EU clear’s Gilead’s Truvada for HIV PrEP

by | 23rd Aug 2016 | News

European regulators have issued a green light for the use of Gilead's Truvada to cut the risk of HIV infection in adults.

European regulators have issued a green light for the use of Gilead’s Truvada to cut the risk of HIV infection in adults.

The once-daily pill has been cleared for a strategy known as pre-exposure prophylaxis (PrEP), under which the drug is prescribed alongside safer-sex practices to help prevent HIV infection in adults at high risk.

“The approval of Truvada for PrEP represents an important step forward in addressing the incidence of HIV in Europe” said Norbert Bischofberger, PhD, chief scientific officer at Gilead. “When taken as directed and used in combination with other prevention strategies, Gilead believes Truvada for PrEP can have a meaningful impact on public health by helping to reduce HIV transmission rates across Europe.”

Recent evidence indicates that the PrEP approach can be highly effective in preventing transmission of the disease as long as the drugs are taken regularly; data from the pilot phase of the PROUD study show that PrEP using Truvada cut the incidence of HIV infection by 86 percent.

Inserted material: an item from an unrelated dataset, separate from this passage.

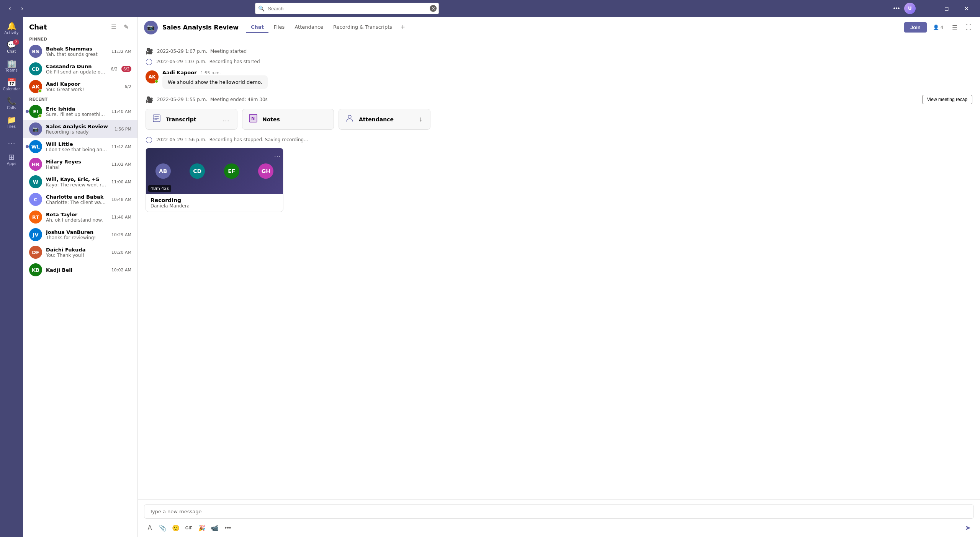 The width and height of the screenshot is (980, 537). I want to click on maximize-button: ◻, so click(947, 8).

The once-daily pill costs around £360 a month, according to the AIDS charity the Terrence Higgins Trust, but it points out that this is still cheaper than the cost of treating HIV, which has been estimated at around £360,000 over a life-time.

But NHS England is currently appealing a recent High Court ruling that it does have the legal power to commission the PrEP service, because it argues that, being a preventative measure, the service falls under the remit of local authorities.

Truvada (emtricitabine/tenofovir disoproxil) was cleared by the European Medicines Agency in 2005 for use alongside other antiretroviral agents for the treatment of HIV-1 infection in adults, and, according to Gilead, is currently the most prescribed antiretroviral medicine in the region as part of combination therapy.